EcoAct: Economic Agent Determines When to Register What Action
This addresses computational inefficiency for LLM agents using external tools, though it is incremental as it builds on existing reasoning pipelines.
The paper tackles the inefficiency of LLM agents indiscriminately registering all tools in their context, which increases computational costs, by introducing EcoAct, a method that selectively registers tools as needed, reducing computational costs by over 50% while maintaining performance.
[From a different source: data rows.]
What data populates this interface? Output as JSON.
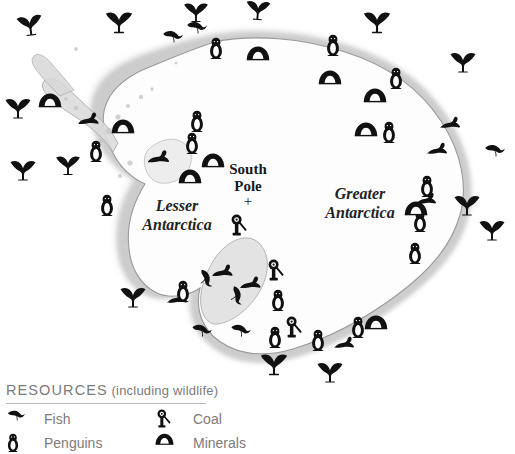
{
  "map": {
    "labels": [
      {
        "name": "lesser-antarctica-label",
        "text": "Lesser\nAntarctica",
        "x": 177,
        "y": 215
      },
      {
        "name": "greater-antarctica-label",
        "text": "Greater\nAntarctica",
        "x": 360,
        "y": 203
      }
    ],
    "south_pole": {
      "label": "South\nPole",
      "marker": "+",
      "x": 248,
      "y": 178,
      "marker_x": 248,
      "marker_y": 201
    },
    "continent_fill": "#fdfdfd",
    "shelf_fill": "#d5d5d5",
    "coast_stroke": "#9a9a9a",
    "icon_color": "#111111"
  },
  "legend": {
    "title_main": "RESOURCES",
    "title_sub": " (including wildlife)",
    "items": [
      {
        "name": "legend-fish",
        "icon": "fish-icon",
        "label": "Fish",
        "x": 6,
        "y": 28
      },
      {
        "name": "legend-penguins",
        "icon": "penguin-icon",
        "label": "Penguins",
        "x": 6,
        "y": 52
      },
      {
        "name": "legend-coal",
        "icon": "coal-icon",
        "label": "Coal",
        "x": 155,
        "y": 28
      },
      {
        "name": "legend-minerals",
        "icon": "minerals-icon",
        "label": "Minerals",
        "x": 155,
        "y": 52
      }
    ]
  },
  "icons": [
    {
      "name": "whale-icon",
      "type": "whale",
      "x": 30,
      "y": 25,
      "s": 1.0,
      "r": -8
    },
    {
      "name": "whale-icon",
      "type": "whale",
      "x": 119,
      "y": 22,
      "s": 1.05,
      "r": 0
    },
    {
      "name": "whale-icon",
      "type": "whale",
      "x": 196,
      "y": 12,
      "s": 0.95,
      "r": 0
    },
    {
      "name": "whale-icon",
      "type": "whale",
      "x": 258,
      "y": 10,
      "s": 0.95,
      "r": 4
    },
    {
      "name": "whale-icon",
      "type": "whale",
      "x": 377,
      "y": 22,
      "s": 1.05,
      "r": 0
    },
    {
      "name": "whale-icon",
      "type": "whale",
      "x": 18,
      "y": 108,
      "s": 1.0,
      "r": 0
    },
    {
      "name": "whale-icon",
      "type": "whale",
      "x": 23,
      "y": 170,
      "s": 1.0,
      "r": 0
    },
    {
      "name": "whale-icon",
      "type": "whale",
      "x": 68,
      "y": 165,
      "s": 0.95,
      "r": 0
    },
    {
      "name": "whale-icon",
      "type": "whale",
      "x": 133,
      "y": 297,
      "s": 1.0,
      "r": 0
    },
    {
      "name": "whale-icon",
      "type": "whale",
      "x": 274,
      "y": 364,
      "s": 1.05,
      "r": 0
    },
    {
      "name": "whale-icon",
      "type": "whale",
      "x": 330,
      "y": 372,
      "s": 1.0,
      "r": 0
    },
    {
      "name": "whale-icon",
      "type": "whale",
      "x": 467,
      "y": 205,
      "s": 1.0,
      "r": 0
    },
    {
      "name": "whale-icon",
      "type": "whale",
      "x": 492,
      "y": 230,
      "s": 1.0,
      "r": 0
    },
    {
      "name": "whale-icon",
      "type": "whale",
      "x": 463,
      "y": 62,
      "s": 1.0,
      "r": 0
    },
    {
      "name": "fish-icon",
      "type": "fish",
      "x": 172,
      "y": 36,
      "s": 1.0,
      "r": 0
    },
    {
      "name": "fish-icon",
      "type": "fish",
      "x": 196,
      "y": 27,
      "s": 1.0,
      "r": 0
    },
    {
      "name": "fish-icon",
      "type": "fish",
      "x": 205,
      "y": 278,
      "s": 1.0,
      "r": 55
    },
    {
      "name": "fish-icon",
      "type": "fish",
      "x": 236,
      "y": 295,
      "s": 1.0,
      "r": 65
    },
    {
      "name": "fish-icon",
      "type": "fish",
      "x": 201,
      "y": 330,
      "s": 1.0,
      "r": 5
    },
    {
      "name": "fish-icon",
      "type": "fish",
      "x": 240,
      "y": 330,
      "s": 1.0,
      "r": 5
    },
    {
      "name": "fish-icon",
      "type": "fish",
      "x": 494,
      "y": 150,
      "s": 1.0,
      "r": 0
    },
    {
      "name": "seal-icon",
      "type": "seal",
      "x": 88,
      "y": 118,
      "s": 1.0,
      "r": 0
    },
    {
      "name": "seal-icon",
      "type": "seal",
      "x": 158,
      "y": 156,
      "s": 1.05,
      "r": 0
    },
    {
      "name": "seal-icon",
      "type": "seal",
      "x": 222,
      "y": 270,
      "s": 1.0,
      "r": 0
    },
    {
      "name": "seal-icon",
      "type": "seal",
      "x": 250,
      "y": 282,
      "s": 1.0,
      "r": 0
    },
    {
      "name": "seal-icon",
      "type": "seal",
      "x": 177,
      "y": 297,
      "s": 0.95,
      "r": 0
    },
    {
      "name": "seal-icon",
      "type": "seal",
      "x": 344,
      "y": 342,
      "s": 0.95,
      "r": 0
    },
    {
      "name": "seal-icon",
      "type": "seal",
      "x": 426,
      "y": 198,
      "s": 0.95,
      "r": 0
    },
    {
      "name": "seal-icon",
      "type": "seal",
      "x": 437,
      "y": 148,
      "s": 0.95,
      "r": 0
    },
    {
      "name": "seal-icon",
      "type": "seal",
      "x": 450,
      "y": 122,
      "s": 0.95,
      "r": 0
    },
    {
      "name": "penguin-icon",
      "type": "penguin",
      "x": 96,
      "y": 151,
      "s": 1.0
    },
    {
      "name": "penguin-icon",
      "type": "penguin",
      "x": 107,
      "y": 205,
      "s": 1.0
    },
    {
      "name": "penguin-icon",
      "type": "penguin",
      "x": 197,
      "y": 121,
      "s": 1.0
    },
    {
      "name": "penguin-icon",
      "type": "penguin",
      "x": 192,
      "y": 143,
      "s": 1.0
    },
    {
      "name": "penguin-icon",
      "type": "penguin",
      "x": 216,
      "y": 48,
      "s": 1.0
    },
    {
      "name": "penguin-icon",
      "type": "penguin",
      "x": 333,
      "y": 45,
      "s": 1.0
    },
    {
      "name": "penguin-icon",
      "type": "penguin",
      "x": 396,
      "y": 78,
      "s": 1.0
    },
    {
      "name": "penguin-icon",
      "type": "penguin",
      "x": 389,
      "y": 132,
      "s": 1.0
    },
    {
      "name": "penguin-icon",
      "type": "penguin",
      "x": 427,
      "y": 186,
      "s": 1.0
    },
    {
      "name": "penguin-icon",
      "type": "penguin",
      "x": 420,
      "y": 221,
      "s": 1.0
    },
    {
      "name": "penguin-icon",
      "type": "penguin",
      "x": 415,
      "y": 253,
      "s": 1.0
    },
    {
      "name": "penguin-icon",
      "type": "penguin",
      "x": 183,
      "y": 291,
      "s": 1.0
    },
    {
      "name": "penguin-icon",
      "type": "penguin",
      "x": 278,
      "y": 300,
      "s": 1.0
    },
    {
      "name": "penguin-icon",
      "type": "penguin",
      "x": 275,
      "y": 337,
      "s": 1.0
    },
    {
      "name": "penguin-icon",
      "type": "penguin",
      "x": 318,
      "y": 340,
      "s": 1.0
    },
    {
      "name": "penguin-icon",
      "type": "penguin",
      "x": 358,
      "y": 327,
      "s": 1.0
    },
    {
      "name": "minerals-icon",
      "type": "minerals",
      "x": 50,
      "y": 100,
      "s": 1.0
    },
    {
      "name": "minerals-icon",
      "type": "minerals",
      "x": 123,
      "y": 126,
      "s": 1.0
    },
    {
      "name": "minerals-icon",
      "type": "minerals",
      "x": 213,
      "y": 160,
      "s": 1.0
    },
    {
      "name": "minerals-icon",
      "type": "minerals",
      "x": 190,
      "y": 176,
      "s": 1.0
    },
    {
      "name": "minerals-icon",
      "type": "minerals",
      "x": 258,
      "y": 53,
      "s": 1.0
    },
    {
      "name": "minerals-icon",
      "type": "minerals",
      "x": 330,
      "y": 77,
      "s": 1.0
    },
    {
      "name": "minerals-icon",
      "type": "minerals",
      "x": 375,
      "y": 95,
      "s": 1.0
    },
    {
      "name": "minerals-icon",
      "type": "minerals",
      "x": 366,
      "y": 129,
      "s": 1.0
    },
    {
      "name": "minerals-icon",
      "type": "minerals",
      "x": 416,
      "y": 208,
      "s": 1.0
    },
    {
      "name": "minerals-icon",
      "type": "minerals",
      "x": 376,
      "y": 322,
      "s": 1.0
    },
    {
      "name": "coal-icon",
      "type": "coal",
      "x": 238,
      "y": 225,
      "s": 1.0
    },
    {
      "name": "coal-icon",
      "type": "coal",
      "x": 275,
      "y": 270,
      "s": 1.0
    },
    {
      "name": "coal-icon",
      "type": "coal",
      "x": 293,
      "y": 327,
      "s": 1.0
    }
  ]
}
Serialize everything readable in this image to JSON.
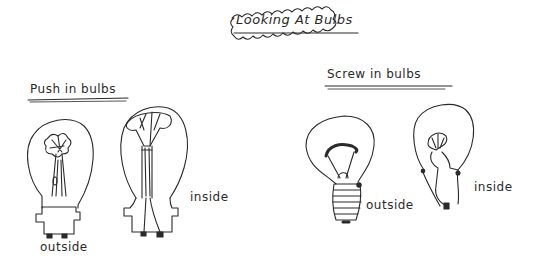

Recent advancements have enabled Large Language Models (LLMs) to function as agents that can perform actions using external tools. This requires registering, i.e., integrating tool information into the LLM context prior to taking actions. Current methods indiscriminately incorporate all candidate tools into the agent's context and retain them across multiple reasoning steps. This process remains opaque to LLM agents and is not integrated into their reasoning procedures, leading to inefficiencies due to increased context length from irrelevant tools. To address this, we introduce EcoAct, a tool using algorithm that allows LLMs to selectively register tools as needed, optimizing context use. By integrating the tool registration process into the reasoning procedure, EcoAct reduces computational costs by over 50% in multiple steps reasoning tasks while maintaining performance, as demonstrated through extensive experiments. Moreover, it can be plugged into any reasoning pipeline with only minor modifications to the prompt, making it applicable to LLM agents now and future.